The similar values for elevated data for Mol and Gent, 23.7cm and 24.6cm respectively, may indicate that accuracy does not depend only upon pixel size but also on DSM resolution, 100cm for both. An alternative explanation for the similarity lies in the photo-mapping and photo-restitution process. Building points in the Gent image (pixel size 25cm) could be well identified, whilst in Mol (pixel size 16cm) discrepancies may be introduced by measuring façade top (possible overhangs) rather than façade base. But the particular production processes used make it hard to generalise on actual cause here.
The visual differences in Figures 2c and 3c are not reflected in the quantitative results. Indeed, the ADS40 provided a high-quality DSM approximating very well to the building contours. The HRSC DSM appears much more blurred. Nevertheless, for both sensors correspondence between rectified image and reference survey data is high (Figures 2a and 3a). Figures 2c and 3c show also that the DSM ‘object’ is wider than the actual building, so that the façade top in the DSM may match a position on the ‘extended’ building roof.
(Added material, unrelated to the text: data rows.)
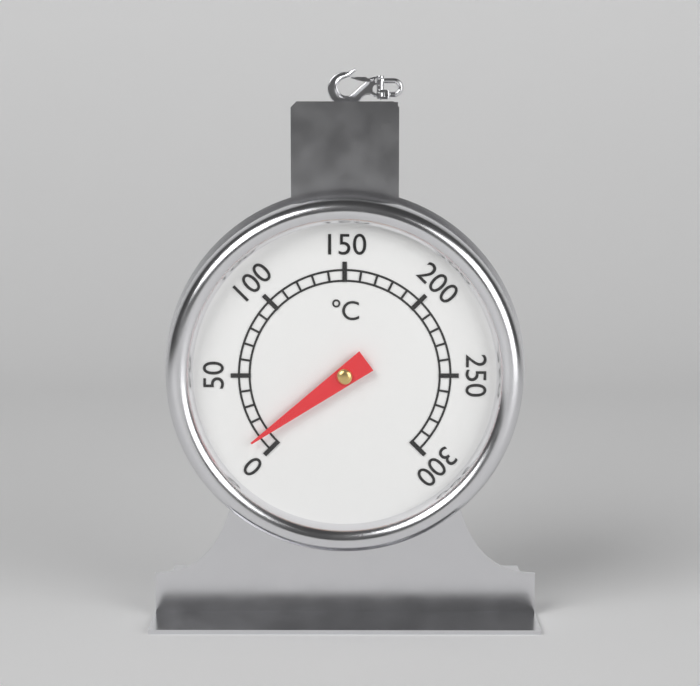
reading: 10 °C
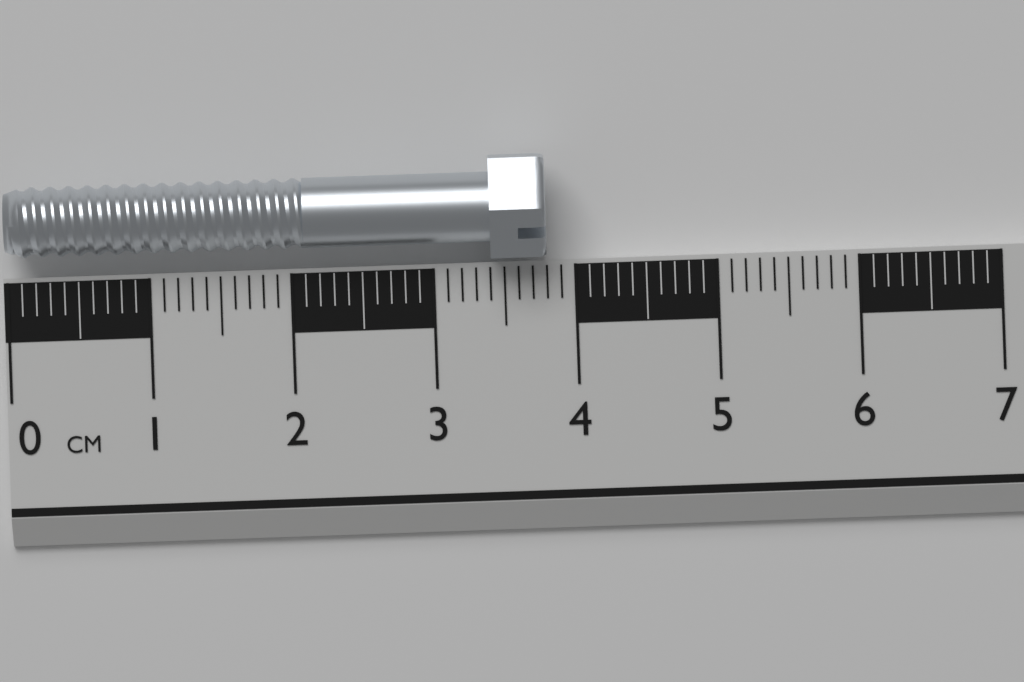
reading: 3.8 cm
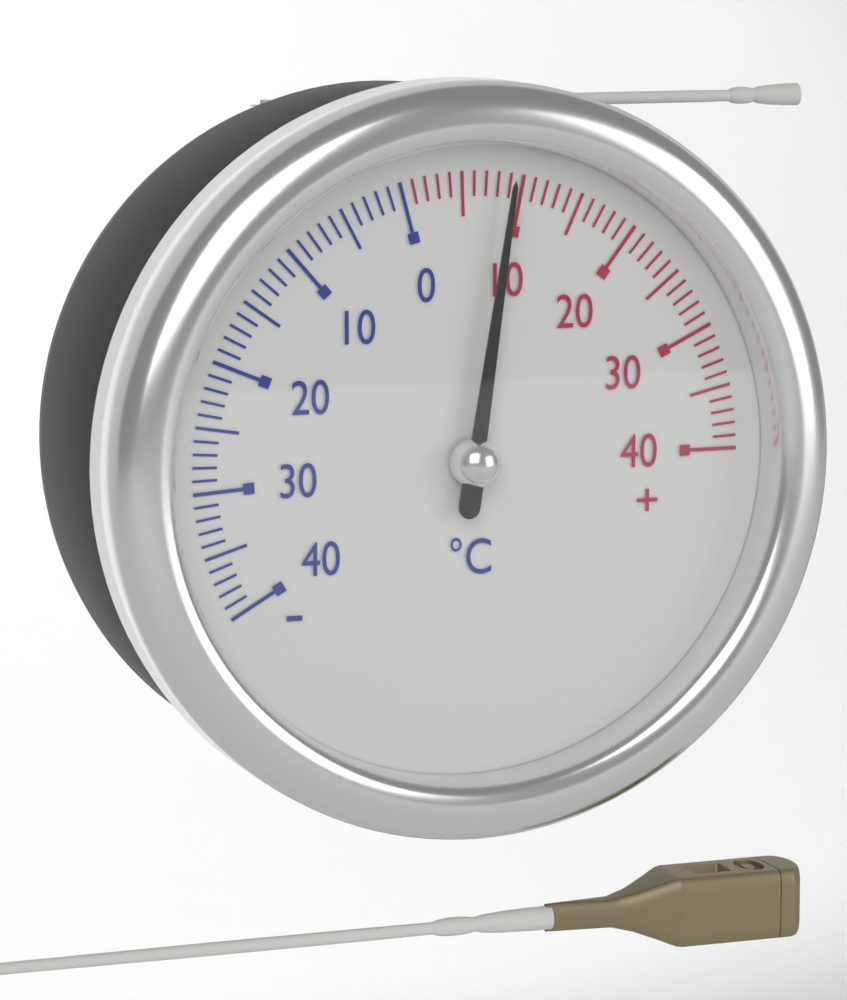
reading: 9 °C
During TrueOrtho production pixels at the border of a building could have been retrieved from a vertical view input pixel; this would reduce the effect of building height on horizontal shift such as observed. But shift may also depend upon DSM quality and as such would be minimal for features at ground level.

Concluding Remarks
The better the required accuracy, the denser the DSM. This has an impact on the technology used to acquire the DSM and thus on the cost of production. However, the completely automatic removal of anomalies is wishful thinking. Therefore what is needed as a key condition is the introduction of a widely accepted standard that specifies criteria under which an orthorectified image may bear the prefix ‘fully’. Although the basic principles have been known for over a decade such a standard has not yet been established. The scientific literature provides few clues for deciding acceptable levels of anomalies and on determining costs to limit them. We therefore feel, based on the empirical results of our tests, that the time is right to put forward a provisional product specification as given in the textbox. We welcome any exchange of ideas to extend the debate on this emerging issue.

Acknowledgements
Thanks are due to ISTAR, Vito, Netmanagement NV and OC GIS Vlaanderen.

Further Reading

  • Spruyt P. and Kay S., Digital Airborne Orthoimagery: quality assessment test with Leica Geosystems ADS40, GIM International Vol. 18 No. 6 pp. 35-37, June 2004.